HMS Viper was ordered and built for the Royal Navy in 1899 by Hawthorn Leslie and Company at Hebburn on the River Tyne. HMS Python was built as a speculative venture by Hawthorns and was purchased in 1902.
Viper and another turbine-powered ship, the Vickers special-type HMS Cobra were both lost to accidents in 1901: Viper foundered on rocks in fog during naval manoeuvres near Alderney on 3 August 1901, while Cobra broke her back in a storm in the North Sea on 18 September 1901. Since then the Royal Navy has not used snake names for destroyers; Python was renamed Velox soon after.

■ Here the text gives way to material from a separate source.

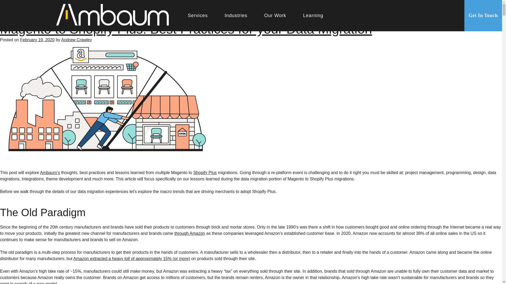 This screenshot has width=506, height=284. Describe the element at coordinates (198, 17) in the screenshot. I see `Services` at that location.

Velox was rated as a C class type in 1913, that is a 30-knot TBD with three funnels.
The ships were considered successes when acquired, achieving speeds of up to 36 knots on trials, and all subsequent British destroyers after the River or E class of 1903 used steam turbine machinery (until the all-gas turbine Type 42 of 1971).
[edit] Ships
- HMS Viper, launched 6 September 1899, wrecked near Alderney on 3 August 1901.
- HMS Python, later renamed HMS Velox, launched 11 February 1902, mined and sunk off Nab light vessel, 25 October 1915.
[edit] References
- Lyon, David (1996). The First Destroyers. ISBN 1-84067-364-8.